When it was announced that Jodie Whittaker would be playing the Doctor the other week, it felt like exactly the right time for Doctor Who to introduce a female lead. Over Steven Moffat’s tenure as showrunner, there have been so many hints and teases that a woman Doctor was on the way and as it turns out, at least some of these were deliberate, as Moffat has now revealed that he knew the Thirteenth Doctor would be a female all along.
Speaking with a room full of press at this weekend’s San Diego Comic-Con, the writer/director revealed that his successor Chris Chibnall let him know that the next Doctor would be female months ago. While he’s known that throughout the production of season 10, he didn’t know Jodie Whittaker would be the actress to nab the part.
“I’ve known for the entire series I’ve been working on that the next Doctor was going to be a woman. I didn’t know that it would be Jodie. I didn’t know that until the Friday before the announcement. I didn’t want to know until Peter knew. That was my rule.”
With this revelation, certain lines Moffat wrote in the last season take on more meaning now. In the two-part finale story, for instance, the Doctor has a conversation about how he doesn’t care if he regenerates into a woman as the Time Lords have risen above our “petty human obsession with gender and its associated stereotypes.” Likewise, the Master asks the Doctor at one point if the “future is all-girl,” to which he replies, “we can only hope.”
Moffat also made clear his position on the matter of the Doctor changing gender, explaining that “it makes absolutely no difference”:
“It’s a pronoun. This man/woman doesn’t have any masculine qualities and probably won’t have any feminine qualities, either. He’s an alien in the form of a human male, now an alien in the form of a human female and that’s it.”
We’ll get our first taste of Jodie Whittaker in the role when she takes over from Peter Capaldi in this year’s Doctor Who Christmas special.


Work instructions =
Only an exact copy of the entries, stripped of pictures, will serve as the answer.

Records for this task =

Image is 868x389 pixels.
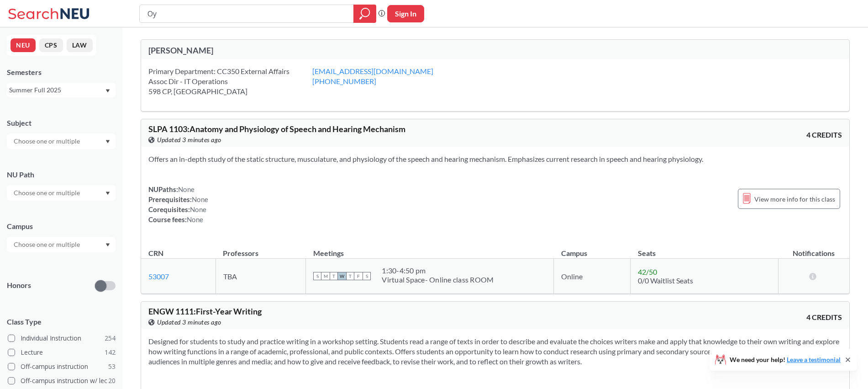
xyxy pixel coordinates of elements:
[39,38,63,52] button: CPS
[322,272,330,280] span: M
[363,272,371,280] span: S
[806,130,842,140] span: 4 CREDITS
[554,259,630,294] td: Online
[806,312,842,322] span: 4 CREDITS
[7,185,115,200] div: Dropdown arrow
[9,187,86,198] input: Choose one or multiple
[359,7,370,20] svg: magnifying glass
[148,154,842,164] section: Offers an in-depth study of the static structure, musculature, and physiology of the speech and h...
[355,272,363,280] span: F
[381,266,494,275] div: 1:30 - 4:50 pm
[312,66,434,75] a: [EMAIL_ADDRESS][DOMAIN_NAME]
[9,239,86,250] input: Choose one or multiple
[313,272,322,280] span: S
[147,6,347,22] input: Class, professor, course number, "phrase"
[779,239,849,259] th: Notifications
[381,275,494,284] div: Virtual Space- Online class ROOM
[215,259,306,294] td: TBA
[148,45,495,55] div: [PERSON_NAME]
[215,239,306,259] th: Professors
[338,272,346,280] span: W
[638,276,693,285] span: 0/0 Waitlist Seats
[148,272,169,280] a: 53007
[148,336,842,367] section: Designed for students to study and practice writing in a workshop setting. Students read a range ...
[330,272,338,280] span: T
[346,272,355,280] span: T
[554,239,630,259] th: Campus
[104,347,115,357] span: 142
[7,169,115,180] div: NU Path
[66,38,92,52] button: LAW
[7,280,31,291] p: Honors
[312,77,376,86] a: [PHONE_NUMBER]
[7,118,115,128] div: Subject
[148,184,209,224] div: NUPaths: Prerequisites: Corequisites: Course fees:
[7,133,115,149] div: Dropdown arrow
[108,361,115,371] span: 53
[148,124,405,134] span: SLPA 1103 : Anatomy and Physiology of Speech and Hearing Mechanism
[7,221,115,231] div: Campus
[148,66,312,96] div: Primary Department: CC350 External Affairs Assoc Dir - IT Operations 598 CP, [GEOGRAPHIC_DATA]
[630,239,779,259] th: Seats
[7,347,115,358] label: Lecture
[191,195,209,203] span: None
[157,317,221,327] span: Updated 3 minutes ago
[106,243,110,247] svg: Dropdown arrow
[353,4,376,23] div: magnifying glass
[178,185,194,193] span: None
[638,268,657,276] span: 42 / 50
[148,248,163,258] div: CRN
[7,361,115,373] label: Off-campus instruction
[190,205,206,213] span: None
[7,317,115,326] span: Class Type
[730,356,840,363] span: We need your help!
[9,85,104,95] div: Summer Full 2025
[755,193,835,205] span: View more info for this class
[7,375,115,387] label: Off-campus instruction w/ lec
[9,136,86,147] input: Choose one or multiple
[7,237,115,252] div: Dropdown arrow
[187,215,203,224] span: None
[7,67,115,78] div: Semesters
[387,5,424,22] button: Sign In
[7,332,115,344] label: Individual Instruction
[106,89,110,92] svg: Dropdown arrow
[106,140,110,143] svg: Dropdown arrow
[157,135,221,145] span: Updated 3 minutes ago
[787,355,840,363] a: Leave a testimonial
[108,376,115,385] span: 20
[106,192,110,195] svg: Dropdown arrow
[148,306,262,316] span: ENGW 1111 : First-Year Writing
[7,83,115,98] div: Summer Full 2025Dropdown arrow
[10,38,36,52] button: NEU
[104,333,115,343] span: 254
[306,239,554,259] th: Meetings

Task answer =
Image is 868x389 pixels.
xyxy pixel coordinates of elements:
[39,38,63,52] button: CPS
[322,272,330,280] span: M
[363,272,371,280] span: S
[806,130,842,140] span: 4 CREDITS
[554,259,630,294] td: Online
[806,312,842,322] span: 4 CREDITS
[7,185,115,200] div: Dropdown arrow
[9,187,86,198] input: Choose one or multiple
[359,7,370,20] svg: magnifying glass
[148,154,842,164] section: Offers an in-depth study of the static structure, musculature, and physiology of the speech and h...
[355,272,363,280] span: F
[381,266,494,275] div: 1:30 - 4:50 pm
[312,66,434,75] a: [EMAIL_ADDRESS][DOMAIN_NAME]
[9,239,86,250] input: Choose one or multiple
[313,272,322,280] span: S
[147,6,347,22] input: Class, professor, course number, "phrase"
[779,239,849,259] th: Notifications
[381,275,494,284] div: Virtual Space- Online class ROOM
[215,259,306,294] td: TBA
[148,45,495,55] div: [PERSON_NAME]
[215,239,306,259] th: Professors
[338,272,346,280] span: W
[638,276,693,285] span: 0/0 Waitlist Seats
[148,272,169,280] a: 53007
[148,336,842,367] section: Designed for students to study and practice writing in a workshop setting. Students read a range ...
[330,272,338,280] span: T
[346,272,355,280] span: T
[554,239,630,259] th: Campus
[104,347,115,357] span: 142
[7,169,115,180] div: NU Path
[66,38,92,52] button: LAW
[7,280,31,291] p: Honors
[312,77,376,86] a: [PHONE_NUMBER]
[7,118,115,128] div: Subject
[148,184,209,224] div: NUPaths: Prerequisites: Corequisites: Course fees:
[7,133,115,149] div: Dropdown arrow
[108,361,115,371] span: 53
[148,124,405,134] span: SLPA 1103 : Anatomy and Physiology of Speech and Hearing Mechanism
[7,221,115,231] div: Campus
[148,66,312,96] div: Primary Department: CC350 External Affairs Assoc Dir - IT Operations 598 CP, [GEOGRAPHIC_DATA]
[630,239,779,259] th: Seats
[7,347,115,358] label: Lecture
[191,195,209,203] span: None
[157,317,221,327] span: Updated 3 minutes ago
[106,243,110,247] svg: Dropdown arrow
[353,4,376,23] div: magnifying glass
[178,185,194,193] span: None
[638,268,657,276] span: 42 / 50
[148,248,163,258] div: CRN
[7,361,115,373] label: Off-campus instruction
[190,205,206,213] span: None
[7,317,115,326] span: Class Type
[730,356,840,363] span: We need your help!
[9,85,104,95] div: Summer Full 2025
[755,193,835,205] span: View more info for this class
[7,375,115,387] label: Off-campus instruction w/ lec
[9,136,86,147] input: Choose one or multiple
[7,237,115,252] div: Dropdown arrow
[187,215,203,224] span: None
[7,67,115,78] div: Semesters
[387,5,424,22] button: Sign In
[7,332,115,344] label: Individual Instruction
[106,89,110,92] svg: Dropdown arrow
[106,140,110,143] svg: Dropdown arrow
[157,135,221,145] span: Updated 3 minutes ago
[787,355,840,363] a: Leave a testimonial
[108,376,115,385] span: 20
[106,192,110,195] svg: Dropdown arrow
[148,306,262,316] span: ENGW 1111 : First-Year Writing
[7,83,115,98] div: Summer Full 2025Dropdown arrow
[10,38,36,52] button: NEU
[104,333,115,343] span: 254
[306,239,554,259] th: Meetings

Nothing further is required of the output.